Intro to Open Data
This month, we cover the best practices of Data Management and Sharing, and how to get started with McGill Dataverse.
About
In this first thematic month of the Fall 2023 semester of Open Data, we thought it would be good to start by covering the foundation of Open Data: Introduction to best practices in research data management and data sharing.
Good data management is the cornerstone of Open and Reproducible Science. First, well-organized and documented data makes it so much easier for you and others to work on your data (do you think you could quickly do additional analyses that reviewers ask for, several months after submitting a publication? Do you think a future trainee in the lab could make sense of your data five years after you are gone?). Secondly, there is no point in sharing messy data that no one ca make sense of or re-use, making good data management and the F.A.I.R principles (you don’t know what this is? great, read-on!) crucial for data sharing and Open Science.
To help us with all of this complicated stuff, we have recruited a wonderful expert on that topic to offer a seminar at the start of the month, and whom will be available throughout September to book one-on-one Zoom consultations with you.
Expert of the month
Research Data Management Specialist at McGill University Library
Alisa has extensive experience in providing individual consulting to campus researchers and research groups on the fundamentals of research data management issues, including data management planning, funding agency requirements, data citation practices, open data, and research data lifecycle management. Alisa also helps researchers sharing data with McGill’s insitutional research data repository (Dataverse).
Seminar/Workshop
September 5 2023, 4pm
Thomson House, Restaurant/Basement level
3650 Mc Tavish St, Montreal, Quebec H3A 1Y2
This seminar will provide attendees with an overview of the best practices for efficiently managing and sharing research data. Attendees will learn how to set up folders according to a logical schema, create README documentation to map out folder hierarchies, and implement a file naming convention. Participants will also learn about making data FAIR, license options for data, and McGill’s institutional data repository.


For each line in the data that includes "Repair", make a copy.
**** Input material
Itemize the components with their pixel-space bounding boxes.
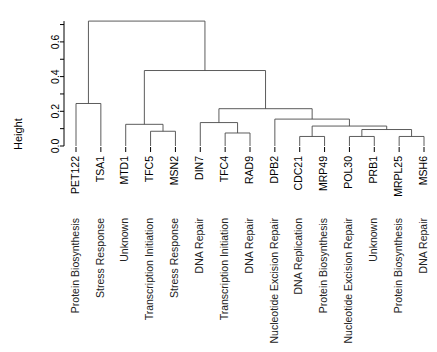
leaf-category-label: Unknown <box>118 218 130 262</box>
dendrogram-plot: 0.00.20.40.6 Height PET122TSA1MTD1TFC5MS… <box>0 0 437 352</box>
leaf-category-label: Unknown <box>367 218 379 262</box>
leaf-gene-label: TSA1 <box>94 156 106 182</box>
y-tick-label: 0.2 <box>49 104 61 119</box>
leaf-gene-label: MSH6 <box>417 156 429 185</box>
leaf-category-label: Stress Response <box>168 218 180 298</box>
y-axis-tick-labels: 0.00.20.40.6 <box>49 34 61 153</box>
y-tick-label: 0.4 <box>49 69 61 84</box>
leaf-gene-label: DPB2 <box>268 156 280 184</box>
leaf-gene-label: PET122 <box>69 156 81 194</box>
leaf-gene-labels: PET122TSA1MTD1TFC5MSN2DIN7TFC4RAD9DPB2CD… <box>69 156 429 197</box>
dendrogram-branch <box>225 133 250 146</box>
leaf-category-label: Stress Response <box>94 218 106 298</box>
leaf-gene-label: RAD9 <box>243 156 255 184</box>
leaf-gene-label: TFC5 <box>143 156 155 182</box>
y-axis: 0.00.20.40.6 Height <box>12 21 64 153</box>
leaf-gene-label: PRB1 <box>367 156 379 184</box>
leaf-category-label: DNA Repair <box>193 218 205 274</box>
leaf-category-label: DNA Repair <box>417 218 429 274</box>
dendrogram-branch <box>126 124 163 146</box>
leaf-gene-label: CDC21 <box>292 156 304 191</box>
leaf-gene-label: POL30 <box>342 156 354 189</box>
leaf-category-labels: Protein BiosynthesisStress ResponseUnkno… <box>69 218 429 344</box>
dendrogram-svg: 0.00.20.40.6 Height PET122TSA1MTD1TFC5MS… <box>0 0 437 352</box>
leaf-gene-label: DIN7 <box>193 156 205 180</box>
leaf-category-label: Nucleotide Excision Repair <box>342 218 354 344</box>
leaf-category-label: Transcription Initiation <box>218 218 230 320</box>
leaf-ticks <box>76 147 424 152</box>
leaf-category-label: Protein Biosynthesis <box>317 218 329 313</box>
dendrogram-branch <box>144 71 265 125</box>
dendrogram-branch <box>76 103 101 146</box>
leaf-gene-label: MTD1 <box>118 156 130 185</box>
leaf-gene-label: MSN2 <box>168 156 180 185</box>
y-tick-label: 0.0 <box>49 139 61 154</box>
dendrogram-branch <box>349 136 374 146</box>
leaf-category-label: DNA Replication <box>292 218 304 295</box>
y-tick-label: 0.6 <box>49 34 61 49</box>
y-axis-title: Height <box>12 118 24 150</box>
dendrogram-branch <box>88 21 205 103</box>
leaf-gene-label: TFC4 <box>218 156 230 182</box>
dendrogram-branch <box>151 131 176 146</box>
dendrogram-branch <box>219 109 312 123</box>
leaf-category-label: DNA Repair <box>243 218 255 274</box>
leaf-gene-label: MRPL25 <box>392 156 404 197</box>
leaf-category-label: Protein Biosynthesis <box>69 218 81 313</box>
leaf-gene-label: MRP49 <box>317 156 329 191</box>
dendrogram-branch <box>312 126 387 136</box>
dendrogram-branch <box>362 130 412 137</box>
dendrogram-branch <box>399 136 424 146</box>
leaf-category-label: Nucleotide Excision Repair <box>268 218 280 344</box>
dendrogram-branch <box>300 136 325 146</box>
leaf-category-label: Transcription Initiation <box>143 218 155 320</box>
leaf-category-label: Protein Biosynthesis <box>392 218 404 313</box>
dendrogram-branches <box>76 21 424 146</box>
dendrogram-branch <box>200 123 237 146</box>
********
- **Problem solution**:
leaf-category-label: DNA Repair <box>193 218 205 274</box>
leaf-category-label: DNA Repair <box>417 218 429 274</box>
leaf-category-label: Nucleotide Excision Repair <box>342 218 354 344</box>
leaf-category-label: DNA Repair <box>243 218 255 274</box>
leaf-category-label: Nucleotide Excision Repair <box>268 218 280 344</box>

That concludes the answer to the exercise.